I've been using Photoshop since version 4.5. Over the years I've tried oodles of plug-ins but there are a few that are now permanent parts of my work, and I find them extremely useful:
1) Focus Magic, which is a deconvolution program. It actually measures the width of the blur in your image and when the number-crunching is done, the image is re-focused. Not sharpened in the usual sense of the word, but re-focused. It will also help remove blur from camera movement. The re-focusing is subtle, and through masks or selections you can use it selectively. It is not capable of saving a truly out of focus image, but in my workflow it is used to counteract the A-A filter's softening. Usually it does such a good job that no further sharpening is neccessary unles I am printing larger than 11x17. When going larger I use Qimage's Smart Sharpening and Hybrid interpolation.
2) NIK Viveza and Dfine 2 are indispensible. Dfine 2 has replaced both Noise Ninja and Neat Image in my arsenal, and gives me as much if not more control with much, much less effort. Viveza is wonderful for local color and tone adjustments and for me, at least, is more accurate and easier to use than even the new adjustment brush in LR2.
3) NIK Silver Efex, which again gives me more control, and with much less effort, for converting to B&W than anything in LR or CS4. It has many more options, many presets that automatically show how your image would look, the ability to use the presets as a starting point and then alter any aspect of the image, and then to save new presets. The big advance in Photoshop is the B&W converer, either in RAW or as an adjustment layer, that gives you sliders for each color. Well, in Silver Efex that type of panel is just one tiny part of the available tools. You can also use control points to fine tune any area large or small to give exactly the tone and contrast you want.
4) NIK's Color Efex 3. This has some filters that can give very subtle effects, as well as others that make very creative starting points which are then easily adjustible.
5) I also keep Grasshopper Software's Image Align Pro on board. This gives more tools and control for fixing with ease the following parameters: Pincushion, Barrel Distortion, Rotation, Vertical Perspective, Horizontal Perspective, Vertical Skew, Horizontal Skew, and Scaling. There is nothing in Image Align Pro that you cant get to through Transform, Free Transform and Lens Correction but it is all in one place. You can also easily move the center of the activity and monitor the results immediately.
6) While not a plug-in, Qimage is also indispensable to me for printing. It has the following advantages: Better interpolation than CS4, at least for my images. Output sharpening that automatically takes into account the paper profile and size. Both are done on the fly so you don't have to save a huge file before printing. Also, I have found Qimage's softproof to be more accurate than Photoshop in terms of showing the actual areas that are out of gamut and how they will look in the print, rather than CS4's OOG warning, which puts gray splotches all over the image while Qimage shows much smaller areas but is much more accurate. Qimage also overrides the quirky insistence of my HP Z3100 on unequal margins, allowing me to center images on the print where Photoshop would not. Finally, Qimage allows me to set up picture packages with more ease and greater flexibility than CS4.
I do not work for NIK, Qimage or Focus Magic or the other publishers. But in all of my years with Photoshop, I can say that these plug-ins either give me functions I could not do in Photoshop, or allow me to do them more easily and quickly. Any way, I hope you find this useful. You can Google the other software. All allow free trials.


▸ **YOUR TASK**
Lines with "Projekte": please show every one of them from the listing below.

▸ **INPUT MATERIAL**
⟨
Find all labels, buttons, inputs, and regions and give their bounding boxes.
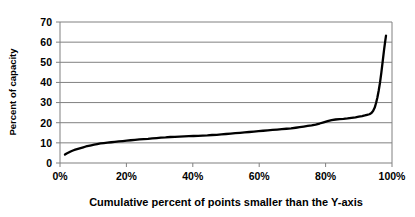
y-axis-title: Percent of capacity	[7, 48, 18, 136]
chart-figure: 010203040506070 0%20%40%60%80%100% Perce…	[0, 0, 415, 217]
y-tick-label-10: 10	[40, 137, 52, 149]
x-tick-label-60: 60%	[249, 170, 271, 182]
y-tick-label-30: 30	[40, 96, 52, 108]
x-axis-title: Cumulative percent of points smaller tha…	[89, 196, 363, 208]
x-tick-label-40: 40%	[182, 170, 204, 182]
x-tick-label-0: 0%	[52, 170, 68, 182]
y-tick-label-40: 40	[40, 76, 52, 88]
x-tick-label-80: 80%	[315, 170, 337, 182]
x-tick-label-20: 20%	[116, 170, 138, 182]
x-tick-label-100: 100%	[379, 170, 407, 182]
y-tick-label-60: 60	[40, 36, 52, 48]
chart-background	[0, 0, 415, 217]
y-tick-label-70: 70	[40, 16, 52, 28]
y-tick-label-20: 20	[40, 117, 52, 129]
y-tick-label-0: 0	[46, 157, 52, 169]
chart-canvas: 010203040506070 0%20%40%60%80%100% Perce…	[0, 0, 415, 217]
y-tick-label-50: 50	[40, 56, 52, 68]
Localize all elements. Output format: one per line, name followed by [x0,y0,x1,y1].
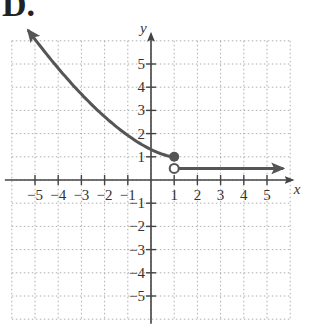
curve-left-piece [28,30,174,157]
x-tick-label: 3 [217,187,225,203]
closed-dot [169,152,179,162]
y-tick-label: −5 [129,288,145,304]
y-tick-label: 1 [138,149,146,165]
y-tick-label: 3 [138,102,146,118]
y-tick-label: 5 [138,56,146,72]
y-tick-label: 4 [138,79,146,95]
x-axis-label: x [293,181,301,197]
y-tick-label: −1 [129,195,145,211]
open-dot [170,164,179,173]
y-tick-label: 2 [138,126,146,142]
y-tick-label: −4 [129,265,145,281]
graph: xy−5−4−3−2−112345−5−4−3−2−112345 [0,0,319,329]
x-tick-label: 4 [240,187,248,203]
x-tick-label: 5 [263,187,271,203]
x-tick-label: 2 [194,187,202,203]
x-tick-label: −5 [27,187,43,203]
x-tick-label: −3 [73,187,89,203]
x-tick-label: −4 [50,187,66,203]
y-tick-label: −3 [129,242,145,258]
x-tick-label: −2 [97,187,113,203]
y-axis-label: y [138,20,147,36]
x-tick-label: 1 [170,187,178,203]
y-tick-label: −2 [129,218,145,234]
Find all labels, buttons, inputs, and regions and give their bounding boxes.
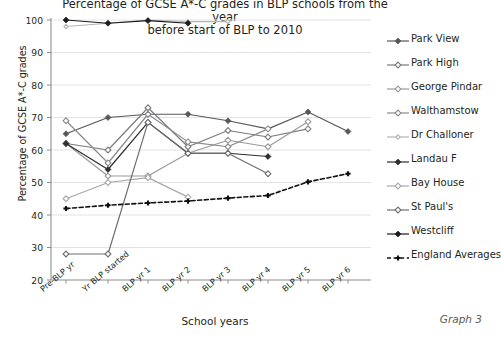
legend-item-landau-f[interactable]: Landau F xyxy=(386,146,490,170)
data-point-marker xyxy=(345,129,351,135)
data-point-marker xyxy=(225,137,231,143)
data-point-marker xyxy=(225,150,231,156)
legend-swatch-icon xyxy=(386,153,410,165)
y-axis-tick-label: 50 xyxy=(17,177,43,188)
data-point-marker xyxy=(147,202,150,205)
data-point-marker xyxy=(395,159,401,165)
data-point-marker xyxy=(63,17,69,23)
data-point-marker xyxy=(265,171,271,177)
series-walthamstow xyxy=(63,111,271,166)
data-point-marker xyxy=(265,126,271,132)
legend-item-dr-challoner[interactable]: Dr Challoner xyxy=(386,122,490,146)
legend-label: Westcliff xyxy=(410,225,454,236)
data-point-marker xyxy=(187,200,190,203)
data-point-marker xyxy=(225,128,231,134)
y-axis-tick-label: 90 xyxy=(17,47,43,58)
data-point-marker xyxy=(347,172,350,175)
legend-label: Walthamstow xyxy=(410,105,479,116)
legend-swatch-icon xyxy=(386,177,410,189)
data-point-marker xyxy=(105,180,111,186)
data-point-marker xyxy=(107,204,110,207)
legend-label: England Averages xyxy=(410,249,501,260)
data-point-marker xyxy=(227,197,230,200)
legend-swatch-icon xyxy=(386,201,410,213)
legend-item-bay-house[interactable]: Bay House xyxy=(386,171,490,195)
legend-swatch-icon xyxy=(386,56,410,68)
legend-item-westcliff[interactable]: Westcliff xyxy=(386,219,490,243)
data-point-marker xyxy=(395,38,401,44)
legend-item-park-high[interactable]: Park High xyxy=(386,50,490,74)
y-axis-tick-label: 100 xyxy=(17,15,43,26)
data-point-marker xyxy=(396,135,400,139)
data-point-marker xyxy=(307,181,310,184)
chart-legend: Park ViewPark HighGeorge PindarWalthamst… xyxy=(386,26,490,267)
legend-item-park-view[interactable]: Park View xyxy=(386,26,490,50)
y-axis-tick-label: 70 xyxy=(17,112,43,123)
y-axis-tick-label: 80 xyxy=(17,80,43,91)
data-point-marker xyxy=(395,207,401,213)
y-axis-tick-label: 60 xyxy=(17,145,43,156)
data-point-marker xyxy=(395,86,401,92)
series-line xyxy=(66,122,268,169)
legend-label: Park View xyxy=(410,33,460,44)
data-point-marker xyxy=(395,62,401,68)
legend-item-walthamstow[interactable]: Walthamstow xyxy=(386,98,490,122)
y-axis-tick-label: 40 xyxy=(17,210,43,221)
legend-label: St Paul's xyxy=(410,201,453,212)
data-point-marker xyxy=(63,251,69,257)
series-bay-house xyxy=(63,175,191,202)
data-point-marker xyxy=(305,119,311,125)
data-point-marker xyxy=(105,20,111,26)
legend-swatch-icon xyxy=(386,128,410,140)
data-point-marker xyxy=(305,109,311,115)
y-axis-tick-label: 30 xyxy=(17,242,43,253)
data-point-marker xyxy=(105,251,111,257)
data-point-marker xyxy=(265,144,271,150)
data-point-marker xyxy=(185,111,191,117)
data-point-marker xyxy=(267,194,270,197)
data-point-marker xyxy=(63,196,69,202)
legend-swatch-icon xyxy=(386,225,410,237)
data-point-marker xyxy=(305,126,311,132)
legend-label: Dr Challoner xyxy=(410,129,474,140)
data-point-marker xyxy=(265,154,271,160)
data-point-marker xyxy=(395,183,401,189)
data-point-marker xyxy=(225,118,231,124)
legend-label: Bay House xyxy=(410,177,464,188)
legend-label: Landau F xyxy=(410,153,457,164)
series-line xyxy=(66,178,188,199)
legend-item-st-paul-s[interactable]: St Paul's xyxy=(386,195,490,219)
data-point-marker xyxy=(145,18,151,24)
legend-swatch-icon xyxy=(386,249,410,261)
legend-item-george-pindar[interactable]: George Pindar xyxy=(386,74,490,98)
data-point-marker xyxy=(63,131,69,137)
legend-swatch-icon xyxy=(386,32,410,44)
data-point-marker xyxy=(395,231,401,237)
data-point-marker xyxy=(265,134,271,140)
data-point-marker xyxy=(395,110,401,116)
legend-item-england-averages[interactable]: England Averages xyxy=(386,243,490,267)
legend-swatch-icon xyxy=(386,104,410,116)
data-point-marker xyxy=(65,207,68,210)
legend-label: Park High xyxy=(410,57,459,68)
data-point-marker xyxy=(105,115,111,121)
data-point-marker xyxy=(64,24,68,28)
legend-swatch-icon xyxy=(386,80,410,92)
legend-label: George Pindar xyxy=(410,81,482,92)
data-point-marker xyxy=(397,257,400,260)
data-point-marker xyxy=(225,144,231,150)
⟩
⟨
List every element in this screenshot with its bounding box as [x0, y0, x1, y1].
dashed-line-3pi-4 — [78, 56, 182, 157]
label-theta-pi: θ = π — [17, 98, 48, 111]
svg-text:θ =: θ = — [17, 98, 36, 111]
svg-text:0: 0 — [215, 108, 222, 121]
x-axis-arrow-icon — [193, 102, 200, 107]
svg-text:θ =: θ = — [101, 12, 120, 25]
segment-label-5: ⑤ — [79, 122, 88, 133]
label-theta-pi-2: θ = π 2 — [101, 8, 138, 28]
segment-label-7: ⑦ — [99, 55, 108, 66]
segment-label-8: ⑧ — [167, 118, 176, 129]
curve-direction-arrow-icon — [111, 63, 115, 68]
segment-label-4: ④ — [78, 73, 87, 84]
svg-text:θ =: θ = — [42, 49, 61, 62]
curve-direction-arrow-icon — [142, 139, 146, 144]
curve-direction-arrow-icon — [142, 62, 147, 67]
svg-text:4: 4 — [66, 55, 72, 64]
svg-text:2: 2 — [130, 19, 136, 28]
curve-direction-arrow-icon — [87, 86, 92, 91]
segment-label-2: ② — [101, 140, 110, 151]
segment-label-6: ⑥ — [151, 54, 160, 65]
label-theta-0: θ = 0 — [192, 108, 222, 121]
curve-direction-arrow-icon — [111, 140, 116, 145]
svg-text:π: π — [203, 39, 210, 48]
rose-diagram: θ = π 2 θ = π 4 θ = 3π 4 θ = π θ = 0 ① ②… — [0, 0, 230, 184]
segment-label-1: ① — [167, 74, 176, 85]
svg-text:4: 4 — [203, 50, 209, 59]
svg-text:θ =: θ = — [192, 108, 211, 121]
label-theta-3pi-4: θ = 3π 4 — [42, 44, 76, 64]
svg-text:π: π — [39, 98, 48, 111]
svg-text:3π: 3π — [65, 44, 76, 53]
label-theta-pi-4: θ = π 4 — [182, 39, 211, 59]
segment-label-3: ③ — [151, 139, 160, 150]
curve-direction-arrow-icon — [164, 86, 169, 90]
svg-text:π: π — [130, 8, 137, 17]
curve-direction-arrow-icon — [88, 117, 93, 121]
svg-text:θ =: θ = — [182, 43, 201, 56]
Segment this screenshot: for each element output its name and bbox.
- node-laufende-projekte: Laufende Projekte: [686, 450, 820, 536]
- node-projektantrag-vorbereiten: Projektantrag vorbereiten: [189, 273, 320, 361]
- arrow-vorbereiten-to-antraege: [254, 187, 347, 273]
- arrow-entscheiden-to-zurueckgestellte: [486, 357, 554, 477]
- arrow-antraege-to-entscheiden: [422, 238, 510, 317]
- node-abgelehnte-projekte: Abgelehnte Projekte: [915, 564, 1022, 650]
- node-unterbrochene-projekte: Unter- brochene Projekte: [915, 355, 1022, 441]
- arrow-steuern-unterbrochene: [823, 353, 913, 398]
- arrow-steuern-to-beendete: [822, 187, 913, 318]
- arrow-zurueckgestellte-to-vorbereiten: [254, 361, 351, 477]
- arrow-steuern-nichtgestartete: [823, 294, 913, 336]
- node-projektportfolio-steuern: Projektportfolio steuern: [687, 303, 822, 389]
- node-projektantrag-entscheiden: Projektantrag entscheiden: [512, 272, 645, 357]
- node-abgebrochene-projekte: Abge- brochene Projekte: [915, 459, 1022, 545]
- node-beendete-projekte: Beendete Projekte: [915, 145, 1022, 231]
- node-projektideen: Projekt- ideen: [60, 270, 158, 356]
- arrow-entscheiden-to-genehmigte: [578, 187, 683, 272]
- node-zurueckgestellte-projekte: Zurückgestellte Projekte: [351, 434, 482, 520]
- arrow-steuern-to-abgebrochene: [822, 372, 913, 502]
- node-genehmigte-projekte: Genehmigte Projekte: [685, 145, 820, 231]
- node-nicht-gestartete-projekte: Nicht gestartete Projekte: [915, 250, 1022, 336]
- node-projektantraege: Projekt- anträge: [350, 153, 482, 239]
⟩
▸ **ANSWER SECTION**
- node-laufende-projekte: Laufende Projekte: [686, 450, 820, 536]
- node-abgelehnte-projekte: Abgelehnte Projekte: [915, 564, 1022, 650]
- node-unterbrochene-projekte: Unter- brochene Projekte: [915, 355, 1022, 441]
- node-abgebrochene-projekte: Abge- brochene Projekte: [915, 459, 1022, 545]
- node-beendete-projekte: Beendete Projekte: [915, 145, 1022, 231]
- node-zurueckgestellte-projekte: Zurückgestellte Projekte: [351, 434, 482, 520]
- node-genehmigte-projekte: Genehmigte Projekte: [685, 145, 820, 231]
- node-nicht-gestartete-projekte: Nicht gestartete Projekte: [915, 250, 1022, 336]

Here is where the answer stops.